Designing physically present digital media
Spatial Computing is a concept Augmented Reality (AR) system that makes digital media feel physically present through interaction design. It is presented as a 3 part video series:
Part 1
A New Paradigm
A brief history of HCI and a how to get computers to think in the same three-dimensional way humans do
Part 2
Shopping
A gesture vocabulary for object manipulation through the use case of shopping for furniture in your living room
Part 3
The Home Theater System
A reuse of the gesture vocabulary from Part 2 to navigate 3d environments, demonstrated through the use case of 3d home media (sports, 3d narrative content, etc...)
About the project
The human body's capacity to move freely is empowering. When people cannot move, they are locked inside their brains, unable to express feelings or perspectives or to share with others. With physical movement, people can communicate through language and art and dance and song.

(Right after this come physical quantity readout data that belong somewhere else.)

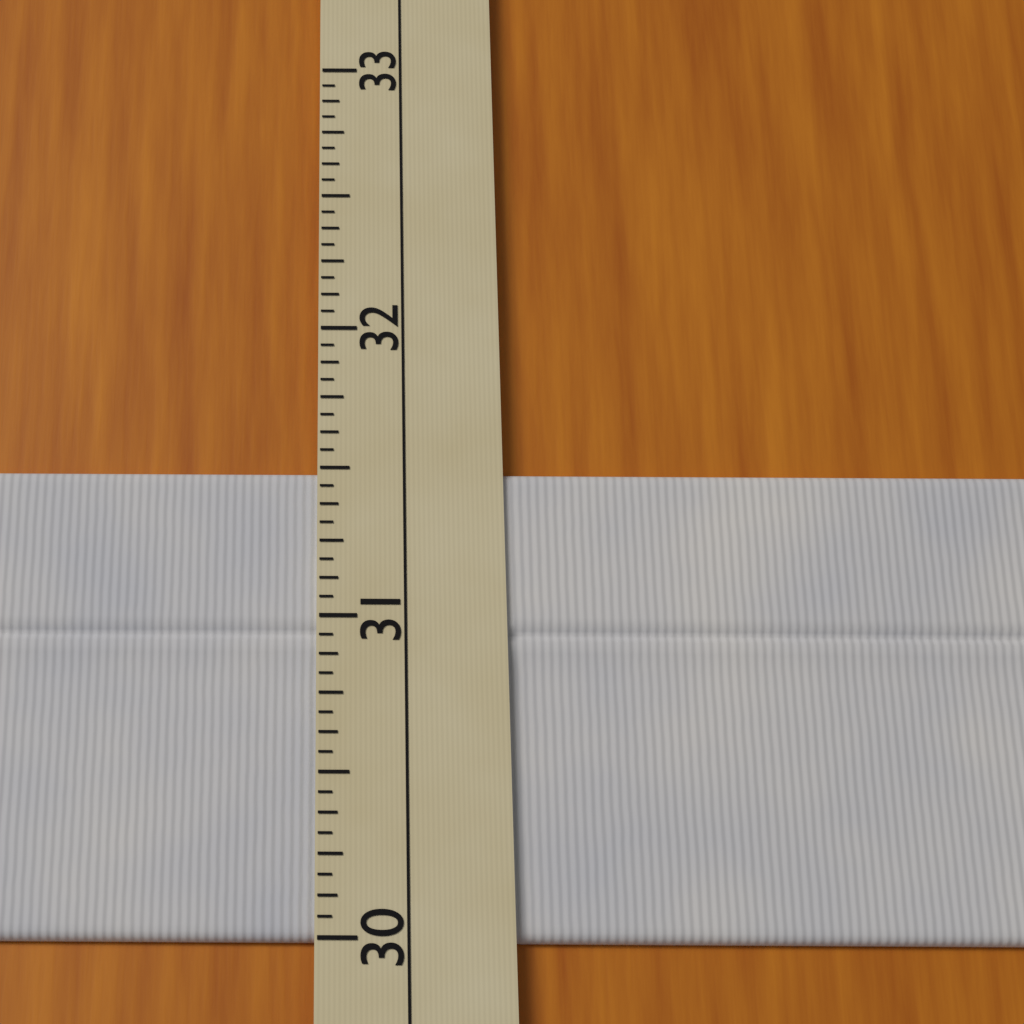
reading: 31.5000 (no unit)
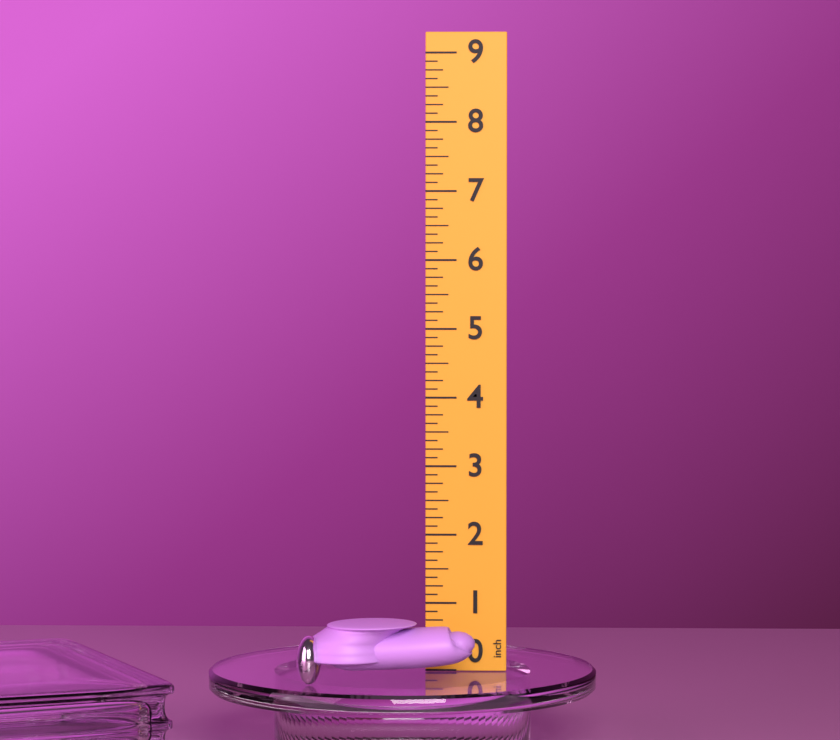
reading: 0.875 inch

But the human brain's ability to model movement doesn't stop at the ends of our fingertips. Our neuroplastic brains incorporate physical objects so that they become part of our bodies. So our capacity to communicate relies not only on our ability to control our bodies, but our ability to control our environments.

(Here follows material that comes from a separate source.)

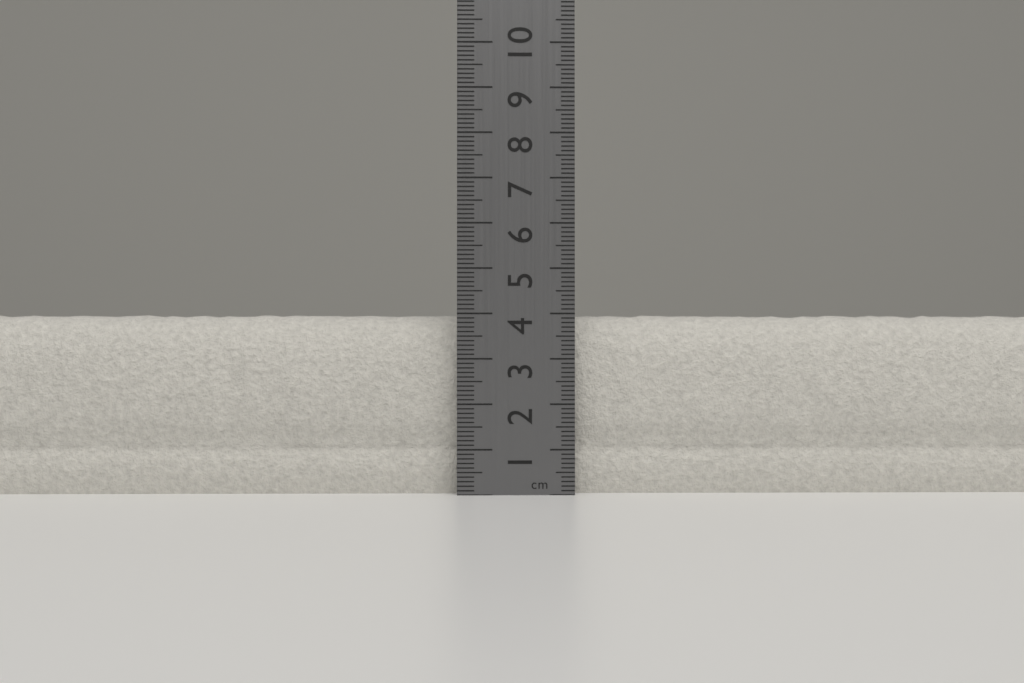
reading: 4.0 cm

The virtual objects of Spatial Computing are designed to extend the user's agency so as to empower. It is self-expression through object and environment manipulation. This manipulation should be as joyful as tumbling around on a playground.
The project is heavily inspired by my background in illusion-based dance and theater, traditions that are obsessed with mapping human intention to compositional outcome. This work is different from other depictions of futuristic interaction designs in that the mapping is sufficiently explained, giving the viewer a physical sense of what the future will feel like to their kinesthetic bodies.